In an unprecedented move, US Immigration and Customs Enforcement (ICE) is launching a massive $100 million recruitment campaign, dubbed a "wartime" effort, to rapidly expand its ranks. The drive aims to support the Trump administration's ambitious mass deportation goals, targeting a specific demographic through a year-long media blitz.
A Targeted Media Campaign for Aggressive Hiring
The agency's strategy, as revealed in internal documents reported by the Washington Post, involves a highly focused advertising approach. The campaign will target audiences on conservative radio, gun rights platforms, military affairs channels, and within the broader "Maga-verse." One provocative ad asks: "Want to deport illegals with your absolute boys?"
To reach its ideal candidates, ICE is employing geofencing technology. This ensures recruitment ads are served to people near locations like military bases, Nascar races, gun shows, and college campuses. Furthermore, the agency plans to spend over $8 million on partnerships with online influencers in the fitness, military, and tactical lifestyle spheres. These influencers will promote the administration's immigration agenda to Gen Z and millennial followers through livestreams and events.

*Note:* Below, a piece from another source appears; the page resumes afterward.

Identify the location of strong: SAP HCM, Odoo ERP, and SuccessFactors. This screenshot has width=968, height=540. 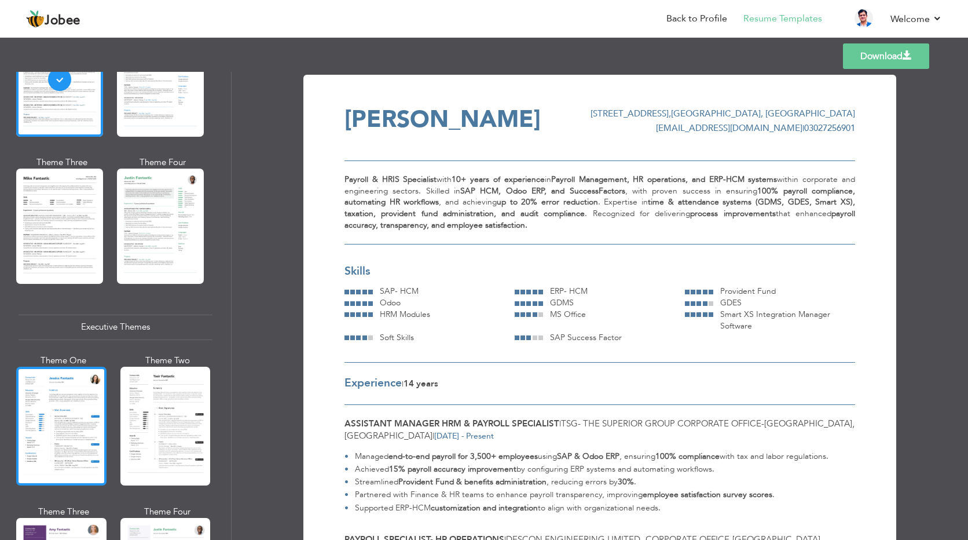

Lucrative Incentives and a Flood of Applicants
The recruitment push is backed by substantial financial incentives to attract new hires. ICE is offering a signing bonus of up to $50,000—a sum higher than the median annual personal income in the United States. Additionally, the agency promises up to $60,000 in student loan forgiveness for successful applicants.

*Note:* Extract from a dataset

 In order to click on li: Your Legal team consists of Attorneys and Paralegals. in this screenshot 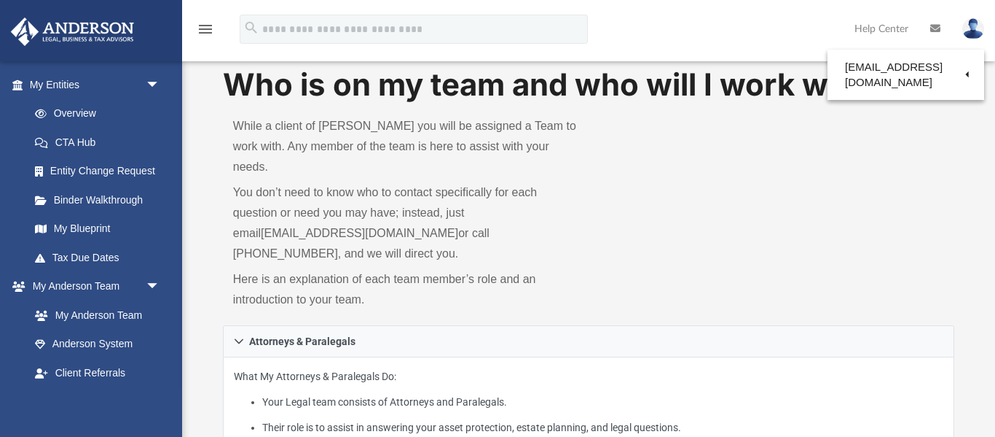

This aggressive hiring spree follows the signing of HR 1 into law in July, which allocated $45 billion for immigration detention and $32 billion for enforcement activities and personnel. The funding allows ICE to hire approximately 14,000 new employees. The strategy appears to be working in terms of volume: the agency has already received over 220,000 applications and extended more than 18,000 tentative job offers, sometimes on the spot.
Controversial Tactics and Expert Concerns
However, the campaign's tone and speed have raised significant concerns among marketing experts and citizens alike. The ads heavily utilise American symbolism—featuring figures like Uncle Sam and the Statue of Liberty—while framing immigrants as "criminals and predators." The agency's website declares: "America has been invaded. We need YOU to get them out."

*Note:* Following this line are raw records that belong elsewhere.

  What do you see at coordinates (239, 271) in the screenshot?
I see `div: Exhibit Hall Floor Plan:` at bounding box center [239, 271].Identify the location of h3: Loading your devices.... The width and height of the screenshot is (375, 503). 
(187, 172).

Americus Reed, a marketing professor at the University of Pennsylvania's Wharton School, warned the Post that the campaign is aimed at "that sweet spot of people who've got something to prove, who want to have that power, under the guise of patriotism." Critics fear the rhetoric could attract more aggressive, combat-oriented applicants.
Despite the controversy, the message resonates with some. At a recruitment fair in Arlington, Texas, over a hundred people queued before doors opened, with attendees telling the New York Times they were motivated by patriotism. One applicant, Mahin Ahmed, an immigrant himself, stated, "When I saw Uncle Sam pointing that finger, I just had it in my heart."
The Road to a Million Deportations
The ultimate goal of this recruitment surge is to dramatically scale up enforcement operations. Tom Homan, the White House border czar, told Reuters that with more officers, immigrant arrests will "explode" in 2026. This includes increased workplace raids.
This marks a shift from recent administration signals that it would focus publicly on apprehending individuals with serious criminal convictions, following backlash against highly visible operations in major cities. Currently, ICE is detaining a record 68,440 people, the vast majority without a criminal conviction. Nevertheless, the administration remains far short of its first-year goal of one million deportations, having carried out roughly 300,000 removals since Trump's second inauguration.